Tucking his flute case under his arm, Dutch immigrant Andrew Wyzenbeek crossed the street where busy LaSalle Avenue met North Avenue in downtown Chicago. Joining a stream of people, including daytrippers who came by train from as far away as Hammond, Indiana, he heard the band warming up inside the wooden Moody Church tabernacle. And there on the doorstep, pumping visitors' hands and swabbing the back of his thick neck with his white handkerchief, stood Paul Rader.

AIMEE SEMPLE McPHERSON

If Paul Rader, as Hangen concludes so poignantly, died in near poverty an idealist and influential mentor to the end, the fates had something else in store for Aimee Semple McPherson. With McPherson, Hangen tells a more familiar story quite well.
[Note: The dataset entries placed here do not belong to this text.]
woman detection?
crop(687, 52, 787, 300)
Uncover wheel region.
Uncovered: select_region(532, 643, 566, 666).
The Los Angeles evangelist stood out among her peers for being a woman, a dramatist without peer, and a cleric who attracted national publicity--not all of it good. McPherson rallied impoverished Okie and Arkie migrants to her side, broadcast action serials such as "The Adventures of Jim Trask-Lone Evangelist," and survived a sex scandal. Appropriately, the photograph Hangen includes of McPherson shows the evangelist's head lit up with a halo so eye searing that its likes would not be seen again until Bill Clinton's 1993 presidential inauguration.
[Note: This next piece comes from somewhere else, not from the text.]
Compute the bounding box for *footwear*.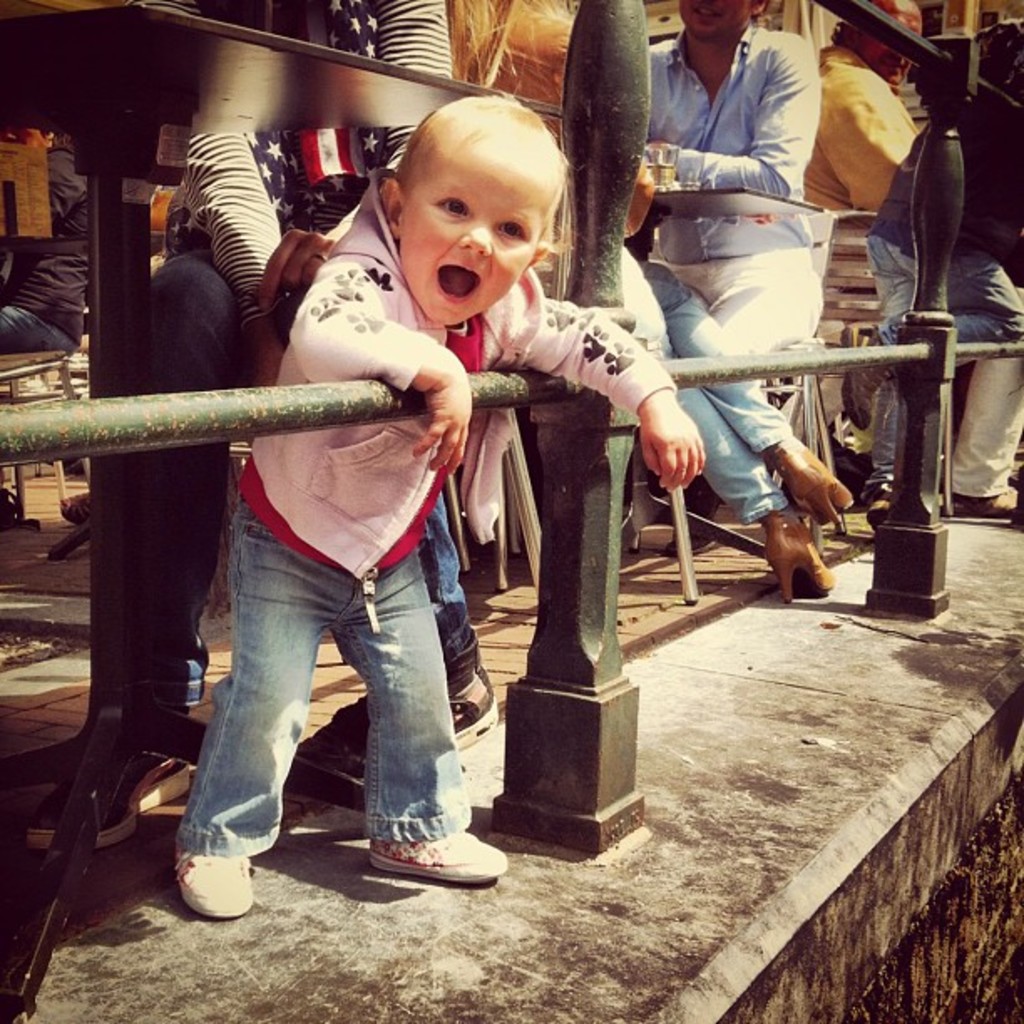
box(368, 822, 509, 878).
McPherson had a knack for responding to critics. In 1927, for instance, after U.S. Secretary of Commerce Herbert Hoover criticized her for "wandering" beyond her own assigned radio wavelength, McPherson fired back with a telegram: "Please order your minions of Satan to leave my station alone." Franklin Roosevelt could not have put it better. Inevitably, McPherson attracted the attention of journalist scofflaw H. L. Mencken in 1928, truly a sign that she had arrived:

She was attracted to Los Angeles it appears, by the climate. The Bible Belt was sending a steady stream of its rheumatic mortgage-sharks in that direction, and she simply followed. The rest, as everybody knows, was a swift and roaring success. The town had more morons in it than the whole State of Mississippi, and thousands of them have nothing to do save gape at the movie dignitaries and go to revivals.
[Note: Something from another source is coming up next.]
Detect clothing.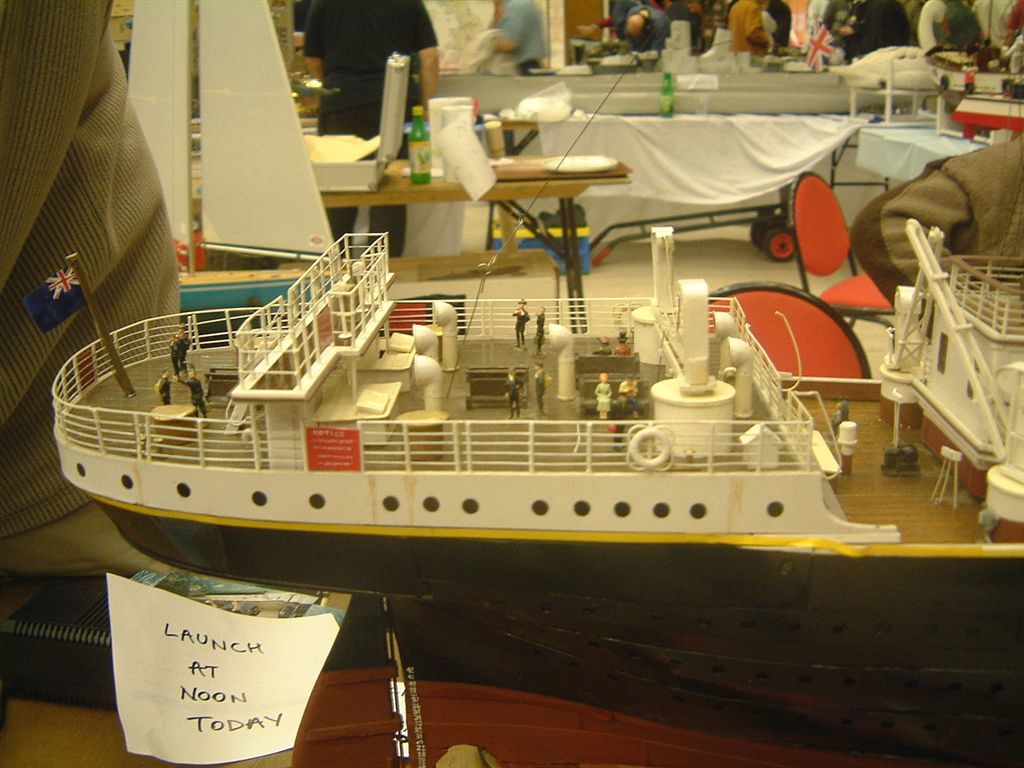
Detected at [x1=180, y1=337, x2=191, y2=368].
Hangen includes fascinating discussions of Charles Fuller and Billy Graham, as well as relates the efforts of evangelists to broaden their appeal after World War II. She includes useful specific data as well, noting, for example, that a 1938 survey of the Kansas radio audience showed that 80 to 90 percent of people living in small towns owned a radio as did 68 percent of farm families (11-12). Beyond documenting the broadcasting reach and demographic composition of the audience for religious radio, Hangen puts a face on the statistics. Thus we learn that Dolly Parton's grandfather was a Pentecostal minister and that she made the transition from gospel to country music. (The parallel black trajectory, of course, was from gospel to blues and rock and roll.)

One of the most gratifying aspects of Redeeming the Dial is that Hangen has read widely in the classic and current secondary literature. Her portrait of McPherson is well informed by close readings of Dan Morgan's Rising in the West and Lisa McGirr's Suburban Warriors. Moreover, she uses Thomas Reeves's too-often-overlooked book on the woes of Mainline Protestantism, Empty Church, to great effect. Drawing upon Reeves, Hangen explains the significance behind the FCC's 1960 policy to eliminate "incentives" for stations to give free airtime to religious broadcasters. Doctrinal liberals, who appeared unwilling or unable to pay for their airtime, largely abandoned the stage to more conservative religious radio (and television) preachers. (152-153)

With its attention to detail, solid evidence, and compelling writing, Redeeming the Dial is required reading for anyone interested in American religion, radio broadcasting, and the roots of contemporary moral politics. If there were one thing I would have wished for it would have been for a longer book that might have included Billy Graham's and Martin Luther King, Jr.'s crusade against immoral rock and roll music broadcasts, as well as a discussion of how Southern Baptist and Pentecostal ministers in the 1950s and early 1960s dealt with the emerging civil rights revolution. Given the necessity for a sharp focus, pursuing those topics might be best left to another book. I am hoping Hangen considers that a possible subject worthy of her considerable skills.